Additionally, KAW points out that many farmers will go the cheapest and easiest route, so as long as they are able to get their hands on low-cost antibiotics that are proven to increase animal growth, they have no incentive to look into alternatives.


“Today’s report from the President’s science advisors underscores the crisis we’re facing as bacteria become increasingly resistant to antibiotics,” says Mae Wu, health attorney at the Natural Resources Defense Council. “Unfortunately, much more follow through is needed from the Administration. Just as the administration is taking steps to deal with abuse of antibiotics in humans, it must take steps to curb the overuse of antibiotics in animals, which consume about 80 percent of the antibiotics sold in the United States. Shying away from taking these needed steps will not yield the ‘substantial changes’ that PCAST says are necessary.”

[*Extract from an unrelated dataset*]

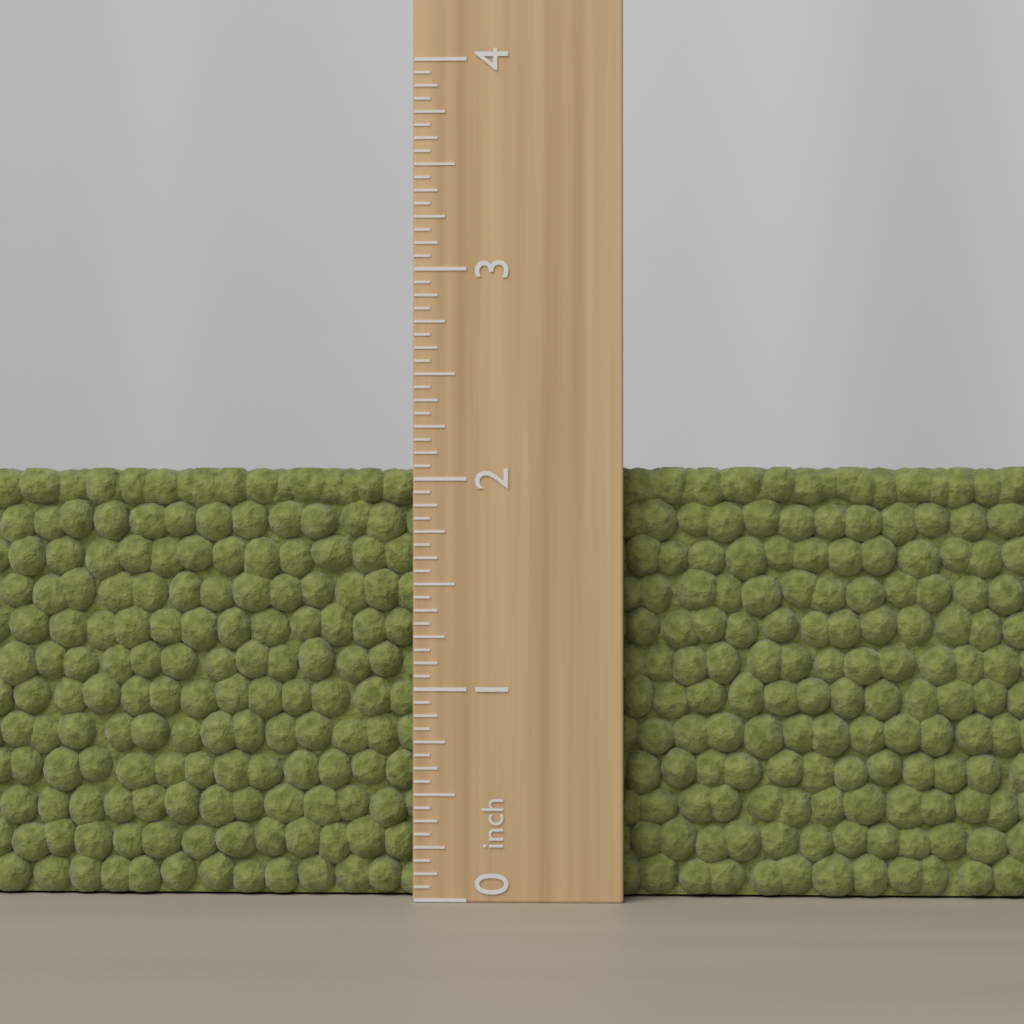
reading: 2.0625 inch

While some defenders of the use of antibiotics in animal feed claim that farmers do use discretion and primarily use these drugs for disease prevention, a recent investigative report found that many of the nation’s largest chicken farms are providing drugs — some of them belonging to classes of antibiotics that are considered “critically important” to humans — without regard to whether their birds were at risk for illness.


That same report spoke to a farmer who has raised chickens for Perdue for years, including some flocks that were antibiotic free. He claims there was no difference in the mortality rate between those fed the drugs and those who were not, implying that the antibiotics fulfill no medical need and are used solely for growth promotion. But he also says that both types of flocks grew to full size, which makes one wonder if farmers aren’t throwing away money on medically unnecessary drugs that also don’t result in bigger animals.